Call for Essays

Onward! attendees are looking for ideas—interesting, challenging, and 
provocative ideas—and are looking to Onward! Essays to provide them.

While SPLASH and Onward! authors are adept at writing technical papers, 
the essay form has proven to be more elusive. This year the Essays Track 
will take the form of a writer’s workshop.

Authors are invited to submit a proto-essay—a draft—of their idea.

Selection for the workshop will be simple: does the idea look 
interesting and does the draft show potential? The author must be 
committed to the development of the idea and completion of the draft at 
the workshop.

There are no absolute limits to page length but authors should heed the 
following guidelines. Two-to-three pages are probably ideal. Less than 
one page hints that the idea is insufficiently conceived. Four pages is 
close to the limit for valuable and detailed feedback.

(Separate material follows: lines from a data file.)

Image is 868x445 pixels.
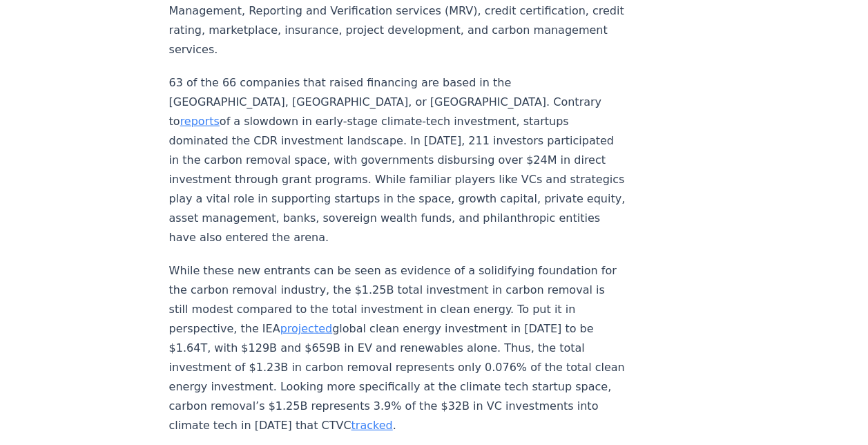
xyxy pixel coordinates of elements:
[169,261,626,436] p: While these new entrants can be seen as evidence of a solidifying foundation for the carbon remov...
[180,115,220,128] a: reports
[351,419,392,432] a: tracked
[280,322,333,336] a: projected
[169,73,626,247] p: 63 of the 66 companies that raised financing are based in the [GEOGRAPHIC_DATA], [GEOGRAPHIC_DATA...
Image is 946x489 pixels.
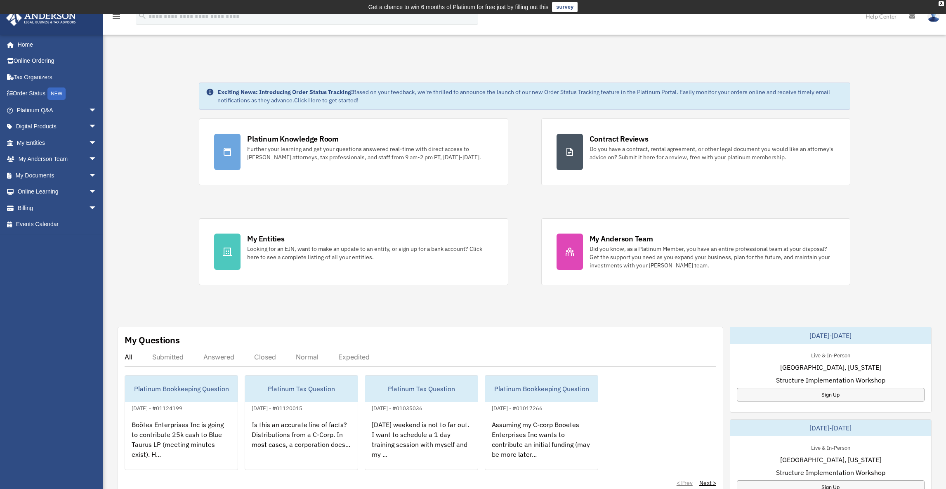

Ideas that make it through the workshop and become essays will be 
published in the ACM Digital Library as part of the Onward! Companion.

Important Dates:

• Friday, September 23—Ideas submitted. (Early submission is encouraged. 
You will receive prompt notification and feedback that would allow for 
revision and resubmission before the final deadline (if necessary).
• Friday September 30—Final notification of acceptance.
• Wednesday October 5—Accepted Authors must be registered to attend.
• Monday, October 10—Workshop groups formed, authors supplied with 
copies of all essays in their group.
Essay drafts should be sent directly to the Essay Committee Chair: Dr. 
David West at [email protected].

Selection Committee:

• David West—New Mexico Highlands University
• Leigh Fanning—University of New Mexico
• Jenny Quillien—New Mexico Highlands University

Workshop Leaders:

• David West—New Mexico Highlands University
• William Cook—UT Austin
• Richard P. Gabriel—IBM Research

Inspiration:

If you wish more background for composing your draft, consider Robert 
Atwan’s comments on writing essays, especially the second paragraph. The 
point of the workshop is to help authors, and readers, use the essay as 
“an act of discovery, an opportunity to say [think] something they had 
never before thought of saying.”

Years ago, when I was instructing college freshmen in the humble craft 
of writing essays - or ‘themes,’ as we called them—I noticed that many 
students had already been taught how to manufacture the Perfect Theme. 
It began with an introductory paragraph that contained a ‘thesis 
statement’ and often cited someone named Webster; it then pursued its 
expository path through three paragraphs that ‘developed the main idea’ 
until it finally reached a ‘concluding’ paragraph that diligently 
summarized all three previous paragraphs. The conclusion usually began, 
‘Thus we see that….’ If the theme told a personal story, it usually 
concluded with the narrative cliche, ‘Suddenly I realized that….’ 
Epiphanies abounded.

What was especially maddening about the typical five-paragraph theme had 
less to do with its tedious structure than with its implicit message 
that writing should be the end product of thought and not the enactment 
of its process. My students seemed unaware that writing could be an act 
of discovery, an opportunity to say something they had never before 
thought of saying. The worst themes were largely the products of 
premature conclusions, of unearned assurances, of minds made up.… So 
perhaps it did make more sense to call these productions themes and not 
essays, since what was being written had almost no connection with the 
original sense of ‘essaying’—trying out ideas and attitudes, writing out 
of a condition of uncertainty, of not-knowing….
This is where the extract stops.